### Records supplied

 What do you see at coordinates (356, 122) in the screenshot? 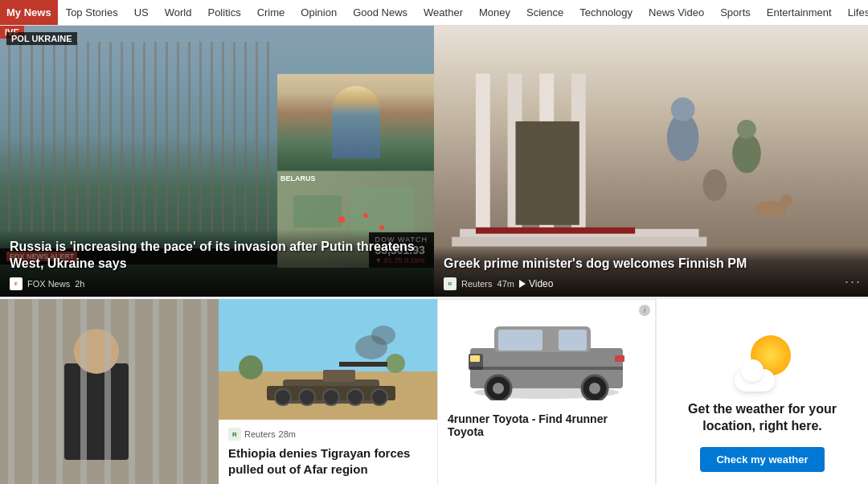
I see `person-silhouette` at bounding box center [356, 122].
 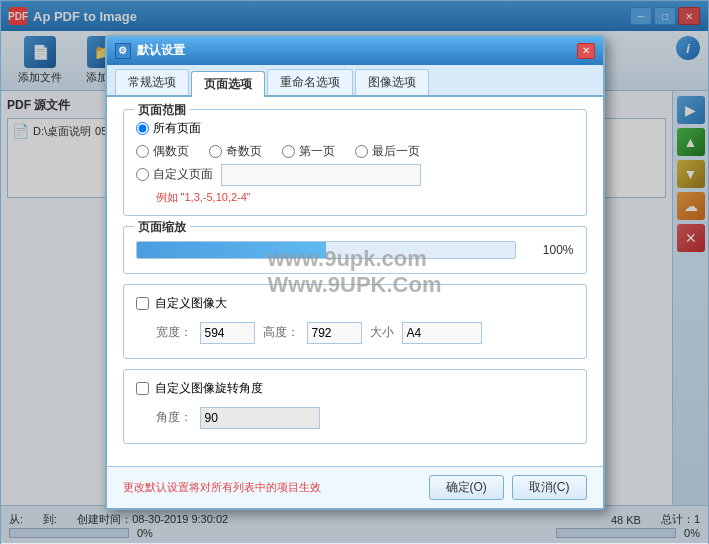 What do you see at coordinates (355, 152) in the screenshot?
I see `page-options-row: 偶数页 奇数页 第一页 最后一页` at bounding box center [355, 152].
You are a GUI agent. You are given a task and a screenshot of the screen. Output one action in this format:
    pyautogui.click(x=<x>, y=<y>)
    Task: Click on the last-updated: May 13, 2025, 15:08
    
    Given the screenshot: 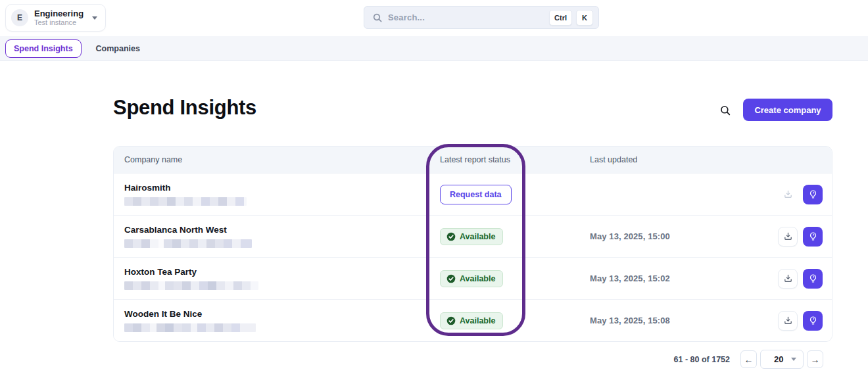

### Work order
Please reproduce every entry above exactly, but leave out the pictures.

### Response
 What do you see at coordinates (356, 122) in the screenshot? 
I see `person-silhouette` at bounding box center [356, 122].
  What do you see at coordinates (355, 152) in the screenshot?
I see `page-options-row: 偶数页 奇数页 第一页 最后一页` at bounding box center [355, 152].
You are a GUI agent. You are given a task and a screenshot of the screen. Output one action in this format:
    pyautogui.click(x=<x>, y=<y>)
    Task: Click on the last-updated: May 13, 2025, 15:08
    
    Given the screenshot: 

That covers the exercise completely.